What the fertility clinic can do post-transfer: for patients with high-risk presentations, a brief follow-up communication two to four weeks after transfer, a portal message or brief call, confirms that the patient connected with OB care and was asked about mental health. This is not a standing protocol; it is appropriate for the small subset of patients who transferred with significant mental health concerns.
Frequently Asked Questions
Responsibility transfers with the patient. At the pre-transfer visit, the fertility clinic's clinical obligation is to document what was screened, what was found, what was offered, and what the patient's current status is. After transfer, the OB assumes primary clinical responsibility for ongoing PMAD monitoring and management. The fertility clinic's documentation obligation does not end responsibility, it discharges it appropriately. If the fertility clinic identifies an acute risk (PHQ-9 >= 15, active suicidality) at the final visit, the transfer note alone is insufficient; direct clinician-to-clinician communication is required before the patient leaves the fertility clinic's care.
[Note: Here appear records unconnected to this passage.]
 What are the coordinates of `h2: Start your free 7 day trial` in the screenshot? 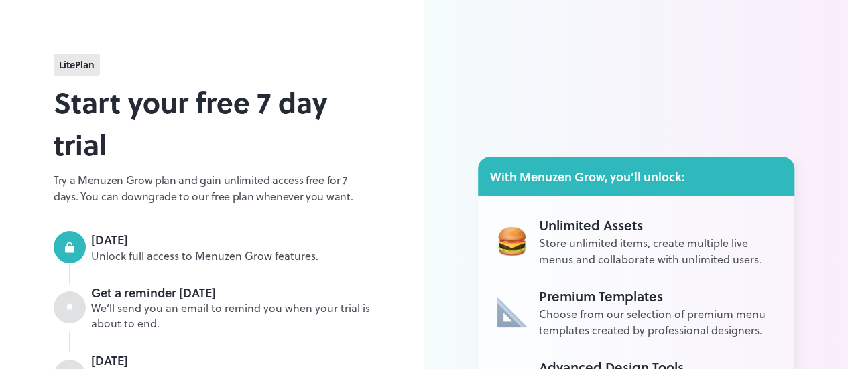 It's located at (212, 123).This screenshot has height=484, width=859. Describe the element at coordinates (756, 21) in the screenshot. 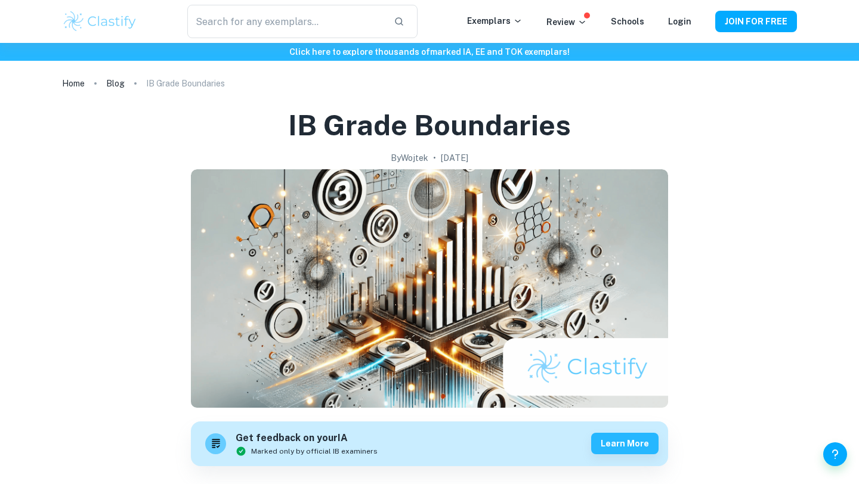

Document the treating provider's name, practice, and modality in the transfer note. Include the most recent screening score even if the patient is in treatment, a patient in therapy with a PHQ-9 of 14 at transfer is different from a patient in treatment with a score of 6. Contact the mental health provider directly if there is an acute concern at transfer. For patients in stable treatment with scores below threshold, the transfer note summary plus the treating provider's name gives the receiving OB what they need to continue coordinating.
The fertility clinic's obligation is to send the note, not to confirm receipt. Document when and how the note was sent (fax, portal message, patient portal upload, or direct call). If the patient reports at a follow-up contact that the OB did not raise mental health at the first visit, offer to resend the note directly to the OB. For patients with high scores or active mental health conditions at transfer, consider a direct clinician-to-clinician call to the OB rather than relying on documentation transfer alone.
Not routinely, the pre-transfer note is the standard. For patients with active mental health conditions, recent losses, or high screening scores at transfer, a brief follow-up communication two to four weeks post-transfer confirms that the patient connected with OB care and that mental health was addressed. This is a clinical courtesy, not a formal requirement, and should be calibrated to patient risk level rather than applied universally.